Thanks for the info. Any public shooting spots?

CRC
Link Posted: 5/11/2004 8:33:22 AM EDT
[#7]
I remember reading about a Marine vet who was on Tulagi and they hunted sharks with a 1903 Springfield.

GunLvr
Link Posted: 5/11/2004 8:46:11 AM EDT
[#8]
Link Posted: 5/11/2004 8:52:29 AM EDT
[#9]
I seem to recall an incident off the coast of Florida involving WWII fighters, live amunition, a school of sharks, and strafing runs.

Add it all up, and it equals bloody water, shark infested feeding frenzy.....

Anybody else hear of this? (I want to say Chuck Yeager for some reason)
Link Posted: 5/11/2004 8:55:43 AM EDT
[#10]
Link Posted: 5/11/2004 8:59:52 AM EDT
[#11]
Would this require a hunting permit or a fishing permit?
Link Posted: 5/11/2004 9:00:42 AM EDT
[#12]

Quoted:
That article seems to condemn the sport of fish shootin' Certainly a surprising stance from the New York Times.


Yeah, I got that drift too when I was reading the story. But like everything else in the news media, its more enternment than anything else.
Link Posted: 5/11/2004 9:11:00 AM EDT
[#13]
Link Posted: 5/11/2004 9:22:22 AM EDT
[#14]
Link Posted: 5/11/2004 10:07:25 AM EDT
[#15]

Quoted:
Hard to believe,but I am assured it was true.I know in the south they do this with catfish,but this was Bass,much smaller than the cats they catch down south!

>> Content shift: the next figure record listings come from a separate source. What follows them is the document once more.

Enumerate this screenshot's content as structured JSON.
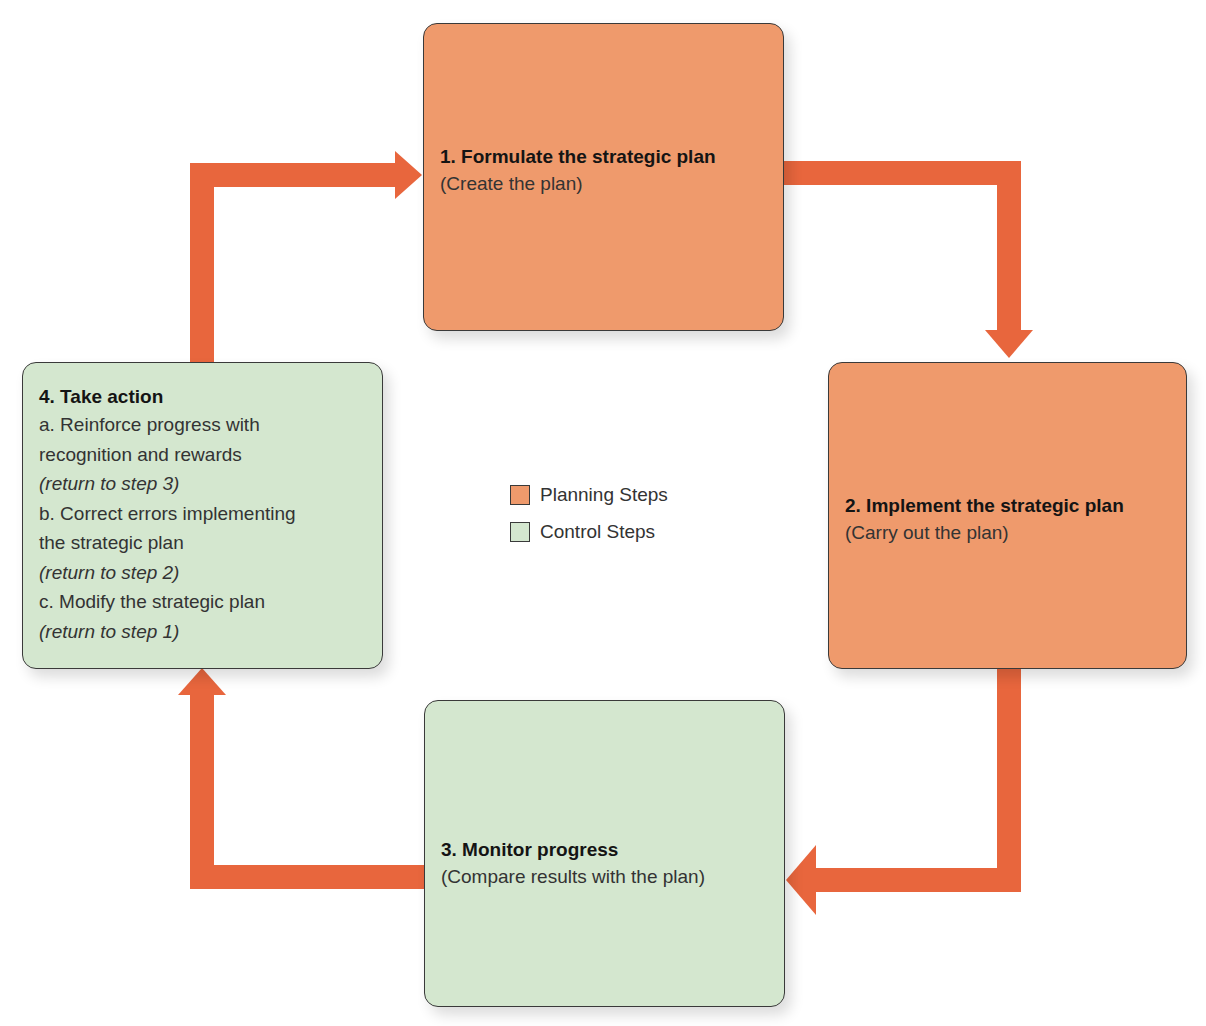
{
  "diagram": {
    "type": "cycle",
    "colors": {
      "planning": "#ef9a6c",
      "control": "#d4e7cf",
      "arrow": "#e8663d",
      "border": "#3a3a3a"
    },
    "steps": [
      {
        "id": 1,
        "category": "planning",
        "title": "1. Formulate the strategic plan",
        "subtitle": "(Create the plan)"
      },
      {
        "id": 2,
        "category": "planning",
        "title": "2. Implement the strategic plan",
        "subtitle": "(Carry out the plan)"
      },
      {
        "id": 3,
        "category": "control",
        "title": "3. Monitor progress",
        "subtitle": "(Compare results with the plan)"
      },
      {
        "id": 4,
        "category": "control",
        "title": "4. Take action",
        "lines": [
          {
            "text": "a. Reinforce progress with",
            "italic": false
          },
          {
            "text": "recognition and rewards",
            "italic": false
          },
          {
            "text": "(return to step 3)",
            "italic": true
          },
          {
            "text": "b. Correct errors implementing",
            "italic": false
          },
          {
            "text": "the strategic plan",
            "italic": false
          },
          {
            "text": "(return to step 2)",
            "italic": true
          },
          {
            "text": "c. Modify the strategic plan",
            "italic": false
          },
          {
            "text": "(return to step 1)",
            "italic": true
          }
        ]
      }
    ],
    "arrows": [
      {
        "from": 1,
        "to": 2
      },
      {
        "from": 2,
        "to": 3
      },
      {
        "from": 3,
        "to": 4
      },
      {
        "from": 4,
        "to": 1
      }
    ],
    "legend": [
      {
        "label": "Planning Steps",
        "category": "planning"
      },
      {
        "label": "Control Steps",
        "category": "control"
      }
    ]
  }
}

In San Diego Calif, Wild Animal Park, they have this man-made lake(pond for some of you folks) that started out with zero fish life. But sea birds apparently dropped fish eggs into the pond, and they eventually hatched into little catfish, over the years with zero predators and fishing, these catfish became huge, the guide told us that she saw a catfish attack a duck, and the duck was gone in seconds.
Link Posted: 5/11/2004 1:28:09 PM EDT
[#16]

Quoted:
I have been fish shooting several times over the past two weeks.

Alligator Gar in a  farm pond.  Some of the bastards are 3 footers.

www.marshbunny.com/mbunny/sidetrip/images/tline7.jpg

They swim up nice and slow in the thick weeds in a the flooded edged.  All you do is move in slowly and make the shot.  AR15 or a .40 Handgun.  Both work well.

savethegar.org/images/bft_alligator02.jpg

Concussion stuns them if you miss.  Just scoop them up by hand and fling them on to the shoreline.  Otherwise they can recover and swim away.

I have some non-digital pics of them to be developed.  Will try and remember to get a photo-CD as well.

TRG



This might be a really stupid question...but you don't actually eat the bony things, do you?  Dad & his cousins used to gar hunt when they were growing up in Arkansas.  .22lr rifle, a spotlight & a bridge to shoot off of so the shots were straight down.